IKS are—for me—fundamentally about the intersections between philosophical ideas and the daily realities of tribal nations, communities, and other entities that comprise the peoples who belong to them and their lands and waters. Before I discuss this further, let me be clear about what I am NOT engaging here. These are not sacred or limited knowledges. They are not specific knowledges or sets of knowledges; rather, they are principles and connectors. They are sites of convenings. They are systems. IKS unite Indigenous peoples across the globe. Indigenous peoples are simultaneously tethered to place and migratory. We have always moved. Often the movement was tied to food or water. Sustenance. Or to mates. Another form of sustenance, I suppose. The movement allowed Indigenous peoples to trade ideas, peoples. Stuff. Migration enabled relationships between peoples and ideas. Sparked by connection and curiosity, movement spurred innovation. The movement was a particular life force. Those who fail to adapt and adjust perish. Those who do not innovate, perish. Early Indigenous peoples in what is now Alaska created kayaks for transportation in and through waterways. Kayaks were effective in narrow spaces. And fast ones. Kayaks helped move us. They provided fun. Trips toward sustenance.

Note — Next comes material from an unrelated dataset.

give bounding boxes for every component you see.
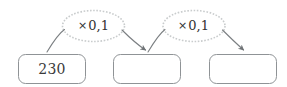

We are located in place. In the movement was the return. To our place. Our origins. Place, as I understand it, is not the same as land. Place is land that has been imbued by and with meaning. Many of us introduce ourselves by situating ourselves in our current location and the places that birthed and nurtured us. And our relations. Our kin. We do so not by offering geographical coordinates, but by naming the land that has been given meaning by others. Place grounds us. Literally. And metaphorically. Indigenous peoples and our systems understand that movement and stability and ties to a specific place (or set of places) are not incommensurate. They are necessary.
Bryan McKinley Jones Brayboy (Lumbee) is president’s professor, senior advisor to the president, and vice president of social advancement at Arizona State University. He is a fellow of the American Educational Research Association and a member of the National Academy of Education.